The Bruins were handed a power play on a delay of game penalty by Blues defenseman Colton Parayko 7:57 into the period and they certainly had their chances — like they did for a lot of the opening 10 minutes of the game.

Brad Marchand, the team’s leading scorer in the postseason, was robbed by Jordan Binnington on a wrister from the slot. After the penalty was over, David Krejci cut in alone and Binnington flashed his right pad to rob his backhander from the edge of the crease. They had another excellent chance when Marcus Johansson came charging in alone from the right circle, but Binnington dove out to make the stop.

That’s when Boston seemed to fall apart defensively late in the period. On slow change, the Blues collected the puck in the neutral zone and defenseman Jay Bouwmeester fired a shot from the point that Ryan O’Reilly tipped between Rask’s pads at 16:47.
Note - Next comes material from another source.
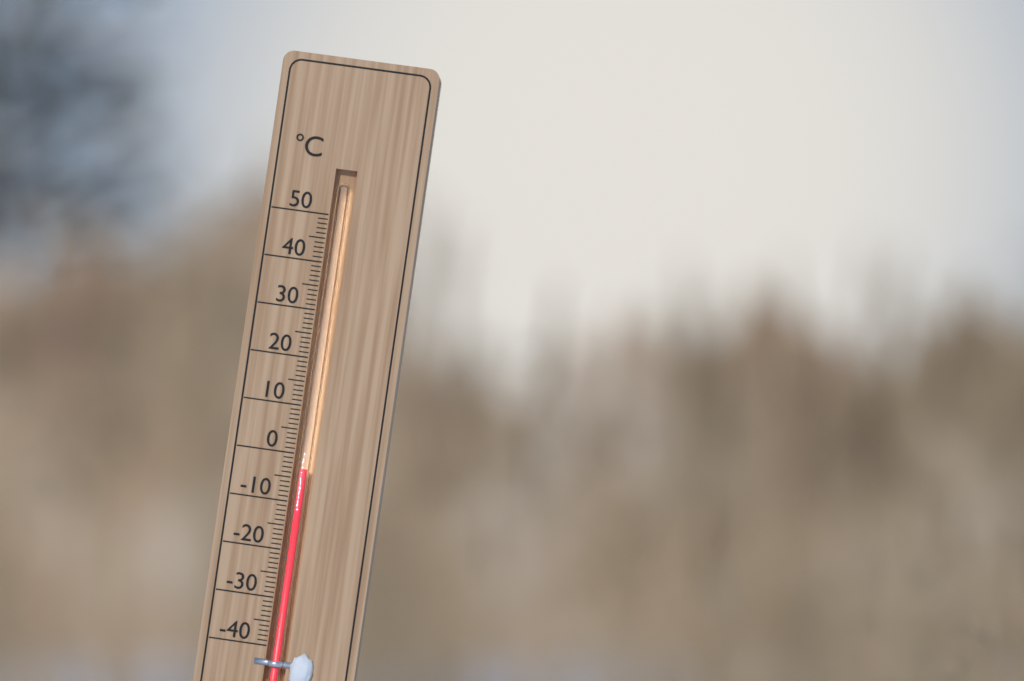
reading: -3 °C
In the closing seconds, Pastrnak gave the puck up in his own end. Jaden Schwartz sent a pass to Alex Pietrangelo and the defenseman beat Rask with a backhander to the blocker side from the slot with eight seconds left.

It was the Blues’ night from then on. Tuukka Rask had stopped 82 of 86 shots in Boston’s three elimination games this season (twice in the opening round against Toronto and Game 6 in St. Louis) but the Blues got to him early and made it stand up.